Not content to end the program of improving the quality of criminal prosecutions,
Sessions says Justice Department will end forensic science commission
BY Sadie Gurman, Associated Press April 10, 2017 at 3:58 PM EDT
http://www.pbs.org/newshour/rundown...artment-will-end-forensic-science-commission/
Today AG Sessions also put us back on track for useless mass incarceration of non-violent offenders.
How Jeff Sessions wants to bring back the war on drugs
By Sari Horwitz April 8
https://www.washingtonpost.com/worl...4ce6be-132b-11e7-ada0-1489b735b3a3_story.html
So an AG who himself belongs in prison is trying to put everyone else there first.
Sessions says Justice Department will end forensic science commission
BY Sadie Gurman, Associated Press April 10, 2017 at 3:58 PM EDT
WASHINGTON — Attorney General Jeff Sessions said Monday he is ending an Obama-era partnership with independent scientists that aimed to improve the reliability of forensic science, as longstanding concerns remain about the quality of such evidence in court cases.
The Justice Department will not renew the National Commission on Forensic Science, a panel of judges, defense attorneys, researchers and law enforcement officials that had been advising the attorney general on the use of scientific evidence in the criminal justice process. The department will instead appoint an in-house adviser and create an internal committee to study improvements to forensic analysis, Sessions said.
...
http://www.pbs.org/newshour/rundown...artment-will-end-forensic-science-commission/
Today AG Sessions also put us back on track for useless mass incarceration of non-violent offenders.
How Jeff Sessions wants to bring back the war on drugs
By Sari Horwitz April 8
When the Obama administration launched a sweeping policy to reduce harsh prison sentences for nonviolent drug offenders, rave reviews came from across the political spectrum. Civil rights groups and the Koch brothers praised Obama for his efforts, saying he was making the criminal justice system more humane.
But there was one person who watched these developments with some horror. Steven H. Cook, a former street cop who became a federal prosecutor based in Knoxville, Tenn., saw nothing wrong with how the system worked — not the life sentences for drug charges, not the huge growth of the prison population. And he went everywhere — Bill O’Reilly’s show on Fox News, congressional hearings, public panels — to spread a different gospel.
“The federal criminal justice system simply is not broken. In fact, it’s working exactly as designed,” Cook said at a criminal justice panel at The Washington Post last year.
The Obama administration largely ignored Cook, who was then president of the National Association of Assistant U.S. Attorneys. But he won’t be overlooked anymore.
Attorney General Jeff Sessions has brought Cook into his inner circle at the Justice Department, appointing him to be one of his top lieutenants to help undo the criminal justice policies of Obama and former attorney general Eric H. Holder Jr. As Sessions has traveled to different cities to preach his tough-on-crime philosophy, Cook has been at his side.
Sessions has yet to announce specific policy changes, but Cook’s new perch speaks volumes about where the Justice Department is headed.
Law enforcement officials say that Sessions and Cook are preparing a plan to prosecute more drug and gun cases and pursue mandatory minimum sentences. The two men are eager to bring back the national crime strategy of the 1980s and ’90s from the peak of the drug war, an approach that had fallen out of favor in recent years as minority communities grappled with the effects of mass incarceration.
...
https://www.washingtonpost.com/worl...4ce6be-132b-11e7-ada0-1489b735b3a3_story.html
So an AG who himself belongs in prison is trying to put everyone else there first.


*DIRECTIONS*:
Only the pictures are to be dropped; the rest of the data below is to be duplicated exactly.

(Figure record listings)
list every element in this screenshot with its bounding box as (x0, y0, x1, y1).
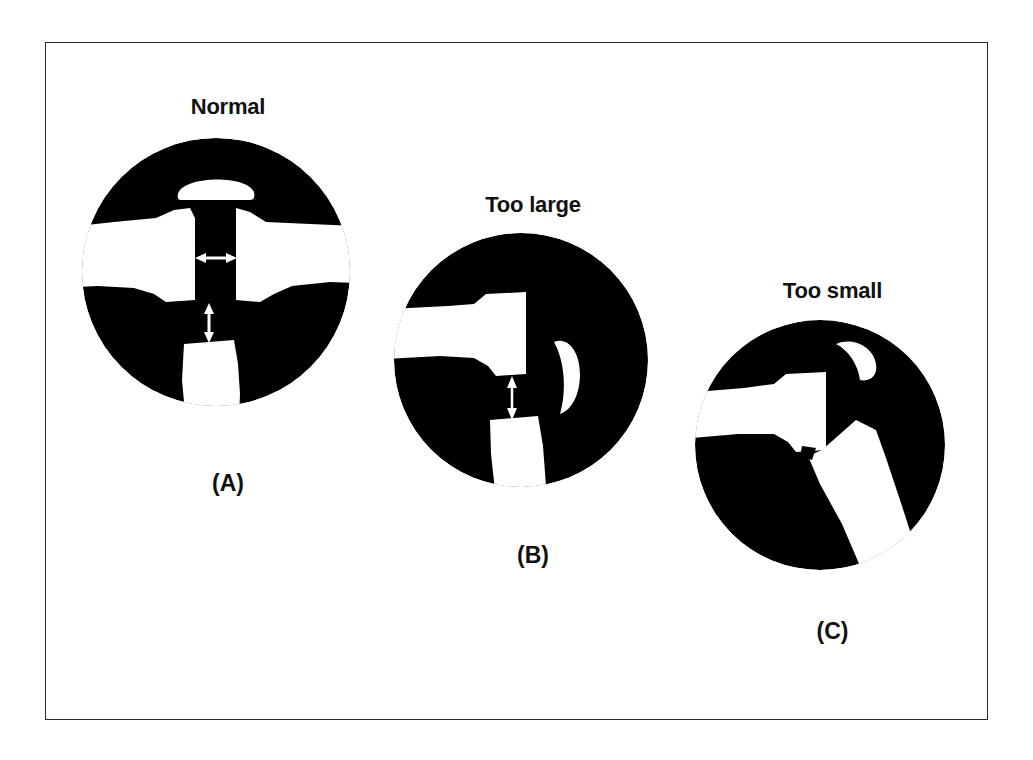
panel-c-too-small: Too small (C) (690, 278, 975, 678)
figure-root: Normal (0, 0, 1033, 760)
panel-c-caption: (C) (690, 618, 975, 645)
panel-b-tibia (490, 416, 546, 542)
panel-b-caption: (B) (388, 542, 678, 569)
panel-a-circle-field (78, 138, 378, 462)
panel-a-normal: Normal (78, 88, 378, 518)
panel-c-circle-field (690, 320, 945, 628)
panel-b-too-large: Too large (388, 190, 678, 600)
panel-a-illustration (78, 132, 378, 462)
panel-b-illustration (388, 232, 678, 542)
panel-a-title: Normal (78, 94, 378, 120)
panel-c-title: Too small (690, 278, 975, 304)
panel-c-illustration (690, 318, 975, 628)
panel-a-tibia (182, 340, 240, 462)
panel-b-title: Too large (388, 192, 678, 218)
panel-a-caption: (A) (78, 470, 378, 497)
panel-b-circle-field (388, 233, 648, 542)
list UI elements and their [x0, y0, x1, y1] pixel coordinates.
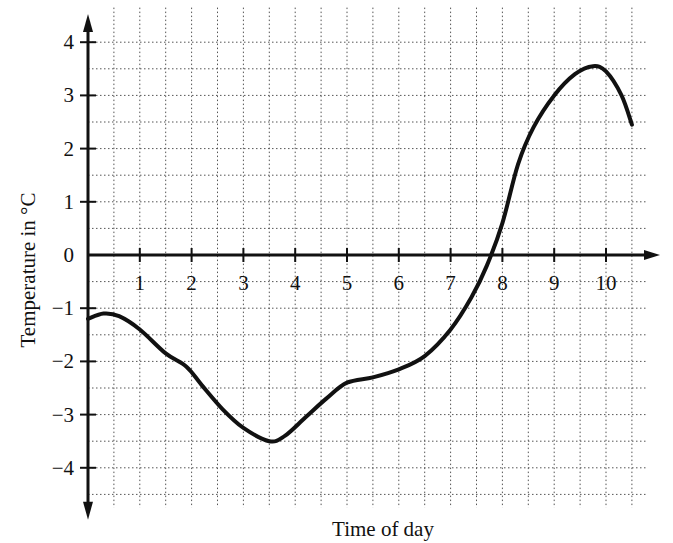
x-axis-arrow-icon [644, 250, 660, 260]
x-tick-label: 4 [290, 271, 301, 295]
x-axis-label: Time of day [332, 517, 434, 541]
y-tick-label: −4 [52, 456, 75, 480]
x-tick-label: 1 [135, 271, 146, 295]
x-tick-label: 10 [596, 271, 617, 295]
y-axis-arrow-up-icon [83, 14, 93, 32]
y-tick-label: −1 [52, 296, 74, 320]
x-tick-label: 7 [445, 271, 456, 295]
y-tick-label: −3 [52, 403, 74, 427]
axes [80, 14, 660, 520]
y-axis-arrow-down-icon [83, 502, 93, 520]
x-tick-label: 6 [394, 271, 405, 295]
x-tick-label: 5 [342, 271, 353, 295]
grid [88, 8, 646, 508]
x-tick-label: 2 [186, 271, 197, 295]
y-tick-label: 2 [64, 137, 75, 161]
y-tick-label: 0 [64, 243, 75, 267]
y-tick-label: 1 [64, 190, 75, 214]
y-axis-label: Temperature in °C [16, 192, 40, 347]
x-tick-label: 3 [238, 271, 249, 295]
y-tick-label: −2 [52, 349, 74, 373]
x-tick-label: 8 [497, 271, 508, 295]
y-tick-label: 3 [64, 83, 75, 107]
temperature-chart: 1234567891043210−1−2−3−4 Time of day Tem… [0, 0, 673, 543]
x-tick-label: 9 [549, 271, 560, 295]
y-tick-label: 4 [64, 30, 75, 54]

*ANSWER FOR THIS EXERCISE*:
list every element in this screenshot with its bounding box as (x0, y0, x1, y1).
panel-c-too-small: Too small (C) (690, 278, 975, 678)
figure-root: Normal (0, 0, 1033, 760)
panel-c-caption: (C) (690, 618, 975, 645)
panel-b-tibia (490, 416, 546, 542)
panel-b-caption: (B) (388, 542, 678, 569)
panel-a-circle-field (78, 138, 378, 462)
panel-a-normal: Normal (78, 88, 378, 518)
panel-c-circle-field (690, 320, 945, 628)
panel-b-too-large: Too large (388, 190, 678, 600)
panel-a-illustration (78, 132, 378, 462)
panel-b-illustration (388, 232, 678, 542)
panel-a-title: Normal (78, 94, 378, 120)
panel-c-title: Too small (690, 278, 975, 304)
panel-c-illustration (690, 318, 975, 628)
panel-a-tibia (182, 340, 240, 462)
panel-b-title: Too large (388, 192, 678, 218)
panel-a-caption: (A) (78, 470, 378, 497)
panel-b-circle-field (388, 233, 648, 542)
list UI elements and their [x0, y0, x1, y1] pixel coordinates.
x-axis-arrow-icon [644, 250, 660, 260]
x-tick-label: 4 [290, 271, 301, 295]
x-axis-label: Time of day [332, 517, 434, 541]
y-tick-label: −4 [52, 456, 75, 480]
x-tick-label: 1 [135, 271, 146, 295]
x-tick-label: 10 [596, 271, 617, 295]
y-axis-arrow-up-icon [83, 14, 93, 32]
y-tick-label: −1 [52, 296, 74, 320]
x-tick-label: 7 [445, 271, 456, 295]
y-tick-label: −3 [52, 403, 74, 427]
axes [80, 14, 660, 520]
y-axis-arrow-down-icon [83, 502, 93, 520]
x-tick-label: 6 [394, 271, 405, 295]
x-tick-label: 5 [342, 271, 353, 295]
grid [88, 8, 646, 508]
x-tick-label: 2 [186, 271, 197, 295]
y-tick-label: 2 [64, 137, 75, 161]
y-tick-label: 0 [64, 243, 75, 267]
y-tick-label: 1 [64, 190, 75, 214]
y-axis-label: Temperature in °C [16, 192, 40, 347]
x-tick-label: 3 [238, 271, 249, 295]
y-tick-label: −2 [52, 349, 74, 373]
x-tick-label: 8 [497, 271, 508, 295]
y-tick-label: 3 [64, 83, 75, 107]
temperature-chart: 1234567891043210−1−2−3−4 Time of day Tem… [0, 0, 673, 543]
x-tick-label: 9 [549, 271, 560, 295]
y-tick-label: 4 [64, 30, 75, 54]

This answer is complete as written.